You want managed depth without operational overhead. Orb's product was genuinely polished. If you want strong usage billing primitives without running your own infrastructure, and the PSP convergence isn't a constraint for your strategy, Orb has delivered well for the companies that chose it.

RevRec is a primary requirement. Orb has stronger enterprise revenue recognition capabilities than Lago. If finance owns the billing project and ASC 606/IFRS 15 compliance is central, Orb's RevRec depth matters.

Your team doesn't want to own billing infrastructure. Self-hosted Lago requires DevOps capability. If that's not in your team and you don't want to build it, a managed platform removes that operational surface.

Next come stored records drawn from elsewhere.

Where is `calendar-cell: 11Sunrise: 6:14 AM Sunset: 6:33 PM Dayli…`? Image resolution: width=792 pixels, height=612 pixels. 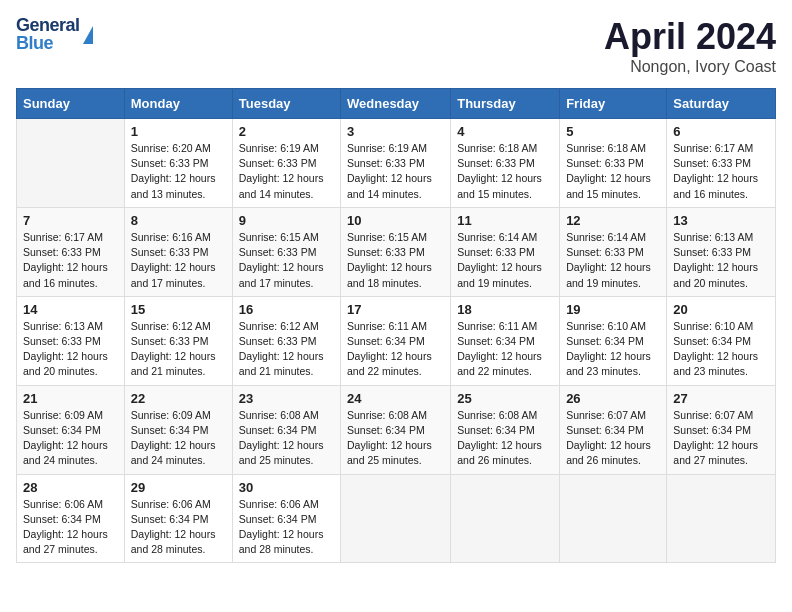 calendar-cell: 11Sunrise: 6:14 AM Sunset: 6:33 PM Dayli… is located at coordinates (506, 252).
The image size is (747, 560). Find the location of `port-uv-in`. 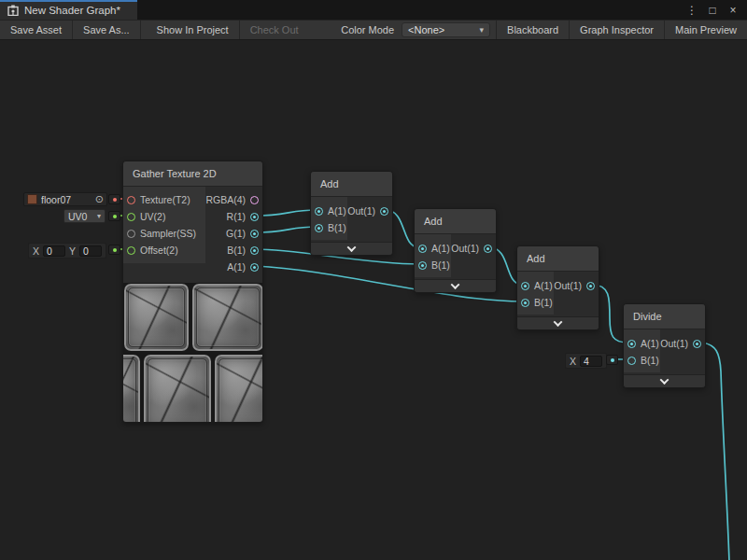

port-uv-in is located at coordinates (131, 217).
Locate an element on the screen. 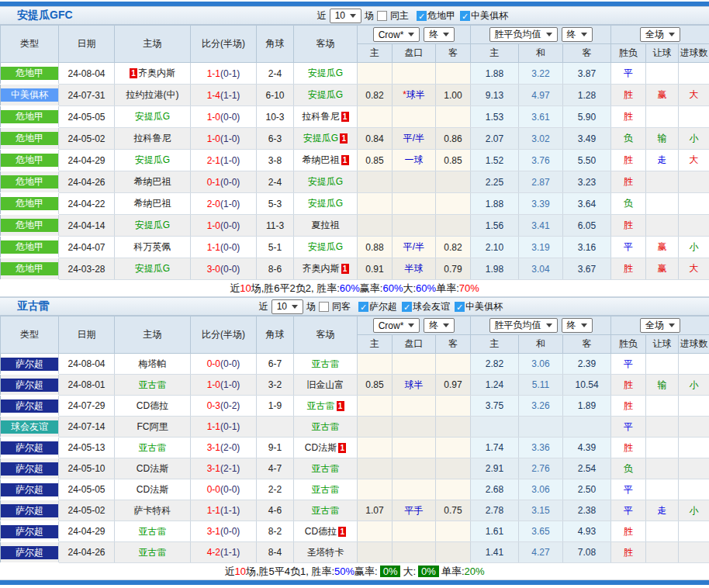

Honest note: Orb has a technically strong product. The reason we're recommending Lago over it isn't capability gaps — it's the strategic question of where you want your billing logic to live as the Adyen acquisition develops.

Vendor risk: the honest version

"Open source eliminates vendor risk" is too clean. Running self-hosted infrastructure has its own operational risks — infrastructure failures, upgrade complexity, the engineering time required to maintain it. Those are real costs.

What open source actually provides: optionality. If Lago the company stopped operating tomorrow, the codebase remains fully accessible and forkable. Your billing infrastructure wouldn't disappear. That's a different risk profile than a closed-source SaaS platform, not a risk-free one.

For Orb post-acquisition: Adyen is a stable, public company. That actually resolves some of the startup-stage vendor risk Orb carried as an independent. The new risks are strategic — roadmap alignment with Adyen's priorities, long-term PSP neutrality, and what "billing specialist" means when the parent company's primary business is payment processing.

Neither option is risk-free. The question is which risk profile fits your organization's capabilities and priorities.

The honest summary

Six months ago, comparing Lago and Orb was a clean trade-off: open-source / self-hosted / PSP-neutral versus a polished closed-source specialist. Both strong, different philosophies.

Today, one of those options is being absorbed into a global payment processor. That changes the long-term calculus for buyers who care about billing independence, open architecture, and the right to change payment processors.

Mistral and Blacksmith run usage-based billing on Lago. Deploy the open-source version, read the documentation, or book a demo to talk through your specific pricing model.